In 2003, for example, then-Lebanese finance minister and current prime minister Fouad Siniora was barred from entering the United States because of a donation he made to al-Mabarrat in 2000. The charity, headed by former Hizballah spiritual leader Muhammad Hussein Fadlallah, raised $954,027 in 2005. Just last week, Fadlallah -- who is on the Treasury Department's list of specially designated terrorists and maintains close ties with Hizballah -- asserted in a Washington Post online forum that "jihad is confronting violence by means of violence and force by force, which makes it of a defensive nature at times and a preventive one at others."
Difficult Challenge
Targeting Hizballah's finances is difficult for two key reasons: the organization receives significant support from Iran, and it raises considerable funds autonomously. Regarding the former, Western diplomats and Lebanese analysts have estimated that Hizballah receives close to $200 million a year from Iran. Tehran provides additional funding when needed, such as contributing to the estimated $300 million spent by Hizballah as a result of its summer 2006 war with Israel. Beyond this tangible support, Iran also provides Hizballah with training and help in logistical operations. Indeed, many of Hizballah's global activities -- financial, logistical, and operational -- are, at some level, overseen by Iranian officials.

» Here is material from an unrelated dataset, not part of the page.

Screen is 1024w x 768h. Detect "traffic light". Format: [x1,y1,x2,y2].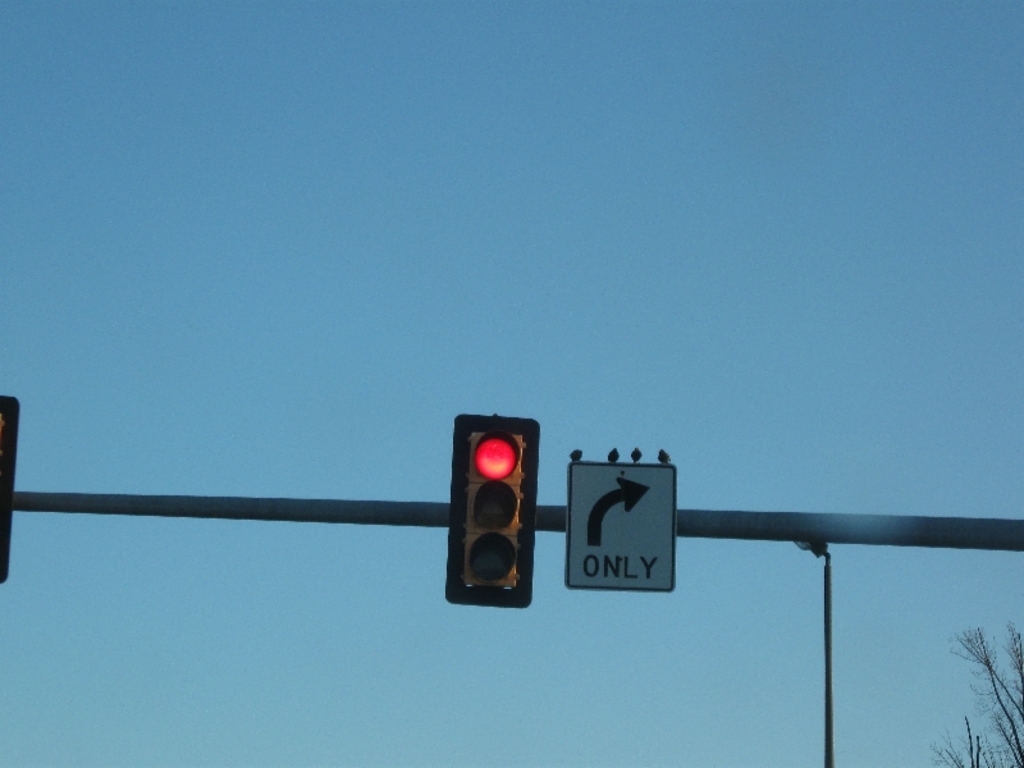
[0,389,23,588].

In addition to Iranian funding, Hizballah has become an adaptive financial adversary, often forcing investigators to engage in cat-and-mouse games. For example, according to the recent Treasury Department designation of loan agency al-Qard al-Hassan (AQAH), "[A]s of February 2007, bank accounts of [previously designated] Bayt al-Mal and Yousser Company were changed and re-registered in the name of senior employees of AQAH. Further, after the majority of Bayt al-Mal's offices were destroyed during the summer 2006 conflict, Hizballah transferred a portion of its financial activity to AQAH, giving Hizballah access to the international banking system." Bayt al-Mal and Yousser had been designated in September 2006 for "function[ing] as Hizballah's unofficial treasury, holding and investing its assets and serving as intermediaries between the terrorist group and mainstream banks."
Conclusion
The latest NIE highlights the significance of Iran's support for Hizballah. Undoubtedly, the 1994 AMIA bombings could not have occurred without Iranian authorization and support; reports have detailed Tehran's leading role from the planning through the execution of the attack. This level of assistance continues unabated today. Targeting the financial links between Iran and Hizballah -- as the Treasury Department did last week -- is critical to undermining the organization's capability to conduct operations at home and abroad.
Matthew Levitt is director of The Washington Institute's Stein Program on Terrorism, Intelligence, and Policy and former deputy assistant secretary for intelligence and analysis at the Treasury Department. Jake Lipton is a research assistant at the Institute.